Monday, October 19, 2009

Obama's Communications Advisor Admires Chairman Mao

At this point, should we even be surprised?



President Obama's acting chief White House communications advisor, Anita Dunn has been much in the headlines of late, owing to her comments during a CNN interview last week branding Fox News as an arm of the Republican Party.

Interestingly, Dunn delivered a commencement address in June in which she named Mao Tse Sung, the genocidal founder of Communist China, as one of her "two favorite philosophers," with the other, she chirpily noted, being Mother Teresa.

Mao and Mother Teresa are, Dunn explained, "the two people that I turn to most to basically deliver a simple point, which is to say you are going to make choices, you are going to challenge, you are going to say why not." She then quoted an alleged Mao statement about winning the Chinese civil war his way: "You fight your war and I will fight mine."

She could as easily have encouraged the newly minted college graduates to take inspiration from Frank Sinatra's memorable pop hit, "My Way." At least Sinatra was not a genocidal killer of millions, as was Mao, which is what make Dunn's choice of heroes so utterly perplexing.

Rather than the truth about the choices Mao made, it appears that all Dunn knows about Mao are the Potemkin Village myths sown by his apologists among the U.S. and European intellectual elitists in the 1950s and 1960s. This mythical Mao was wise, kindly, and selfless, a veritable Chinese Jesus.

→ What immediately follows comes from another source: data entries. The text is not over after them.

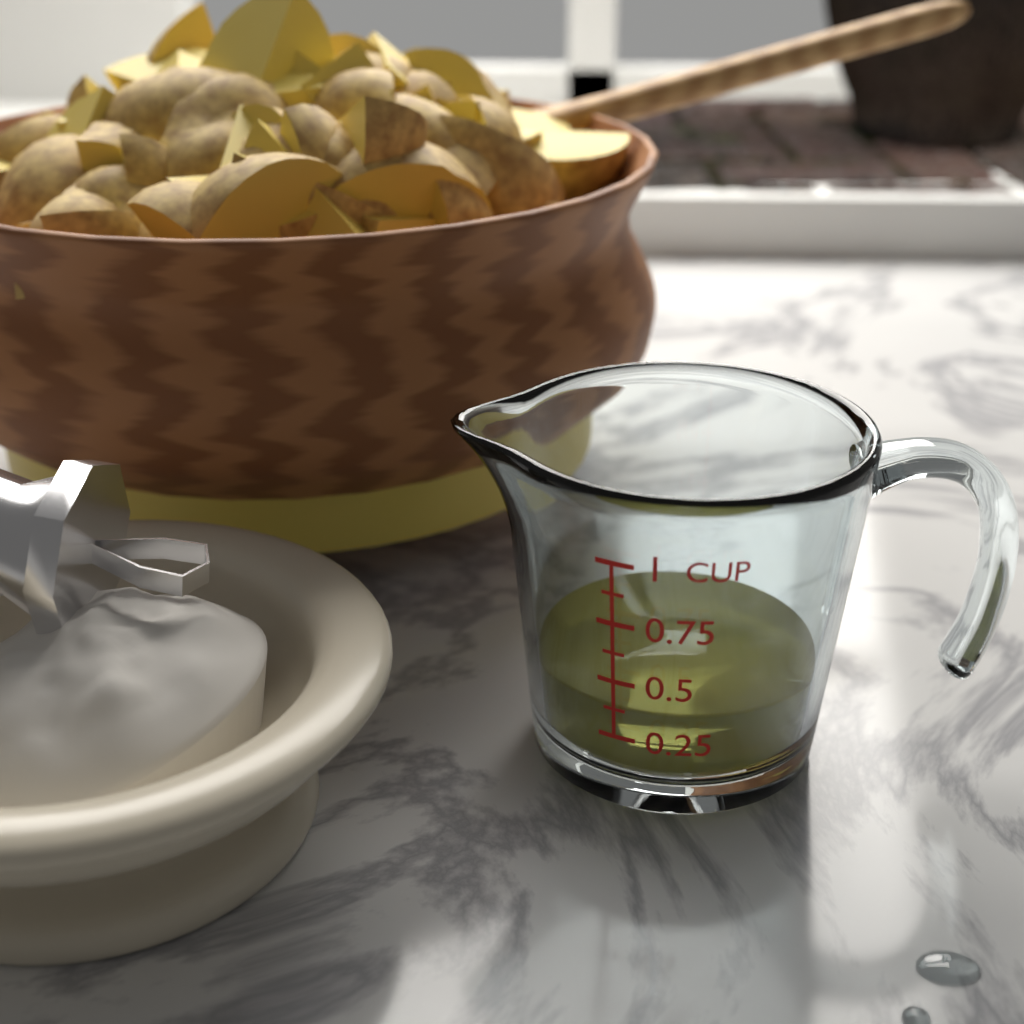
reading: 0.375 CUP
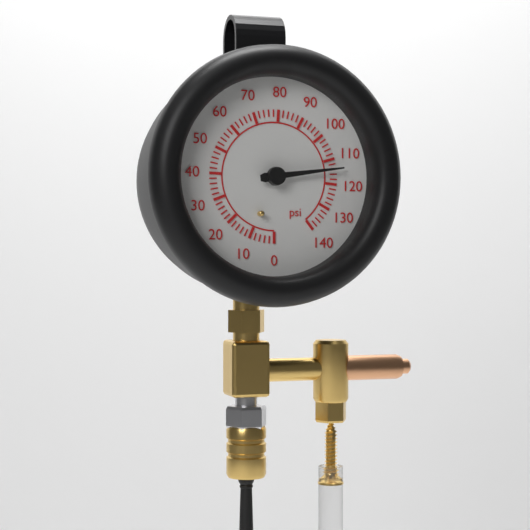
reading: 114 psi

But it is impossible to accept that vision of Mao after reading the full account of the Chinese dictator's political career in British historian Paul Johnson's "Modern Times," the definitive, stark account of the rise, rule and ruin of totalitarianism throughout the 20th Century.

Here are just a couple of passages from Johnson that reveal the murderous truth about Dunn's hero. First, Johnson describes Mao's actions in the weeks immediately after winning the civil war: "Mao's first act was to extend his 'land reform,' already begun in the North, to the entire country, It was aimed at 'local bullies and evil gentry' and he urged peasants to kill 'not one or two but a goodly number of each.' At least two million people perished, half of them the tyrannical owners of less than 30 acres."

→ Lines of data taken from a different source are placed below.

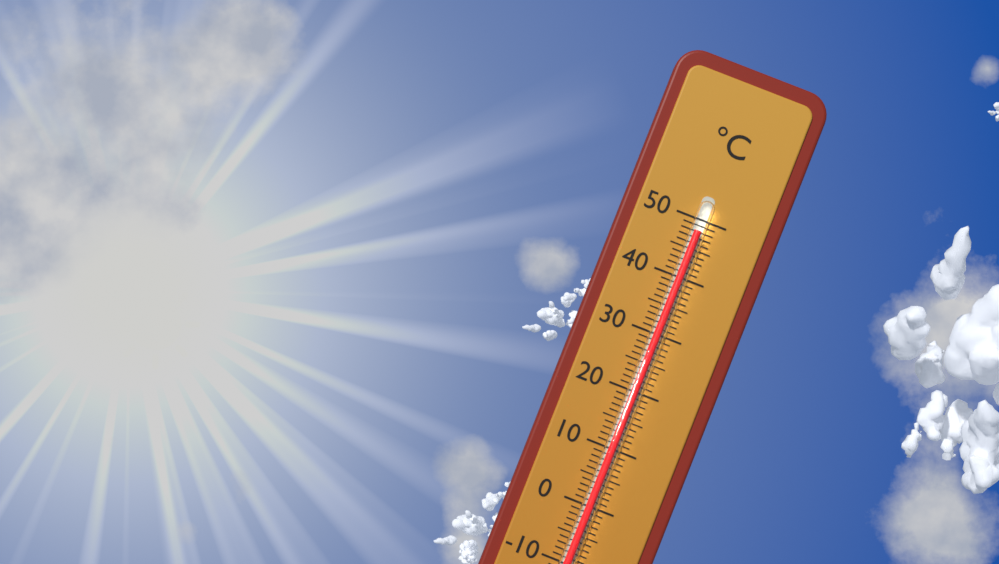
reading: 48 °C
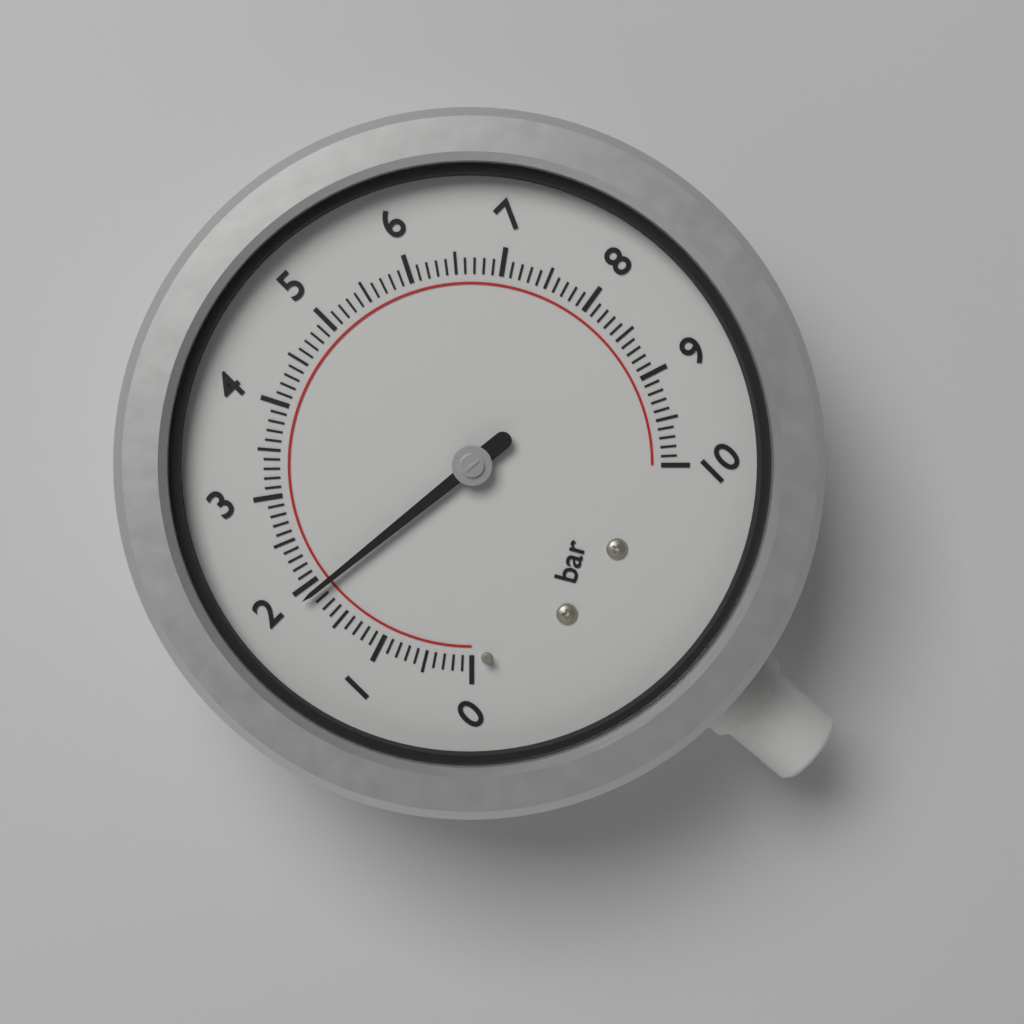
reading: 1.9 bar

Mao thus, Johnson observed, "launched the largest nation on earth into a frenzy of violent activism which was to rival the social engineering of Hitler and Stalin."

That systematic genocide was among Mao's routine policies is seen in the continuous tragedy that was "land reform." During the years between 1951 and 1953, for example, Mao conducted these campaigns with what Johnson describes as "great savagery." Millions died after being convicted as "counter-revolutionaries," an all-purpose criminal classification used to make short work of anybody who came under suspicion.

"All major towns held mass rallies at which social "enemies" were publicly denounced and sentenced," Johnson wrote. "Over a few months, nearly 30,000 such meetings were held in Peking alone, attended by three million people. The papers published long lists of names every day of executed 'counter-revolutionaries.' In October 1951, it was stated that 800,000 cases had been dealt with in the first six months of the year."

Estimates of the total number of people killed in these land reform campaigns of extermination ranged as high as 15 million, though Johnson cautions that "a figure of one to three milion is more likely."

In any case, these two passages make clear that Anita Dunn's hero was a man who thought nothing of decreeing the deaths of millions of people for no reason other than suspicion that they might not accept his ghastly totalitarian vision for China. To fully grasp what Mao did, just imagine here in America today millions of non-political middle-class Americans suspected of being Tea Party sympathizers being rounded up, tried, sentenced and executed merely on suspicion of their being opposed to "change we can believe in."

You can view the referenced portion of Dunn's commencement speech here, courtesy of Michelle Malkin, who also provides a host of additional facts about Dunn's career as a flak for such notables as Tom Daschle and Nancy Pelosi. The White House has claimed Dunn was joking in her reference to Mao. Judge for yourself.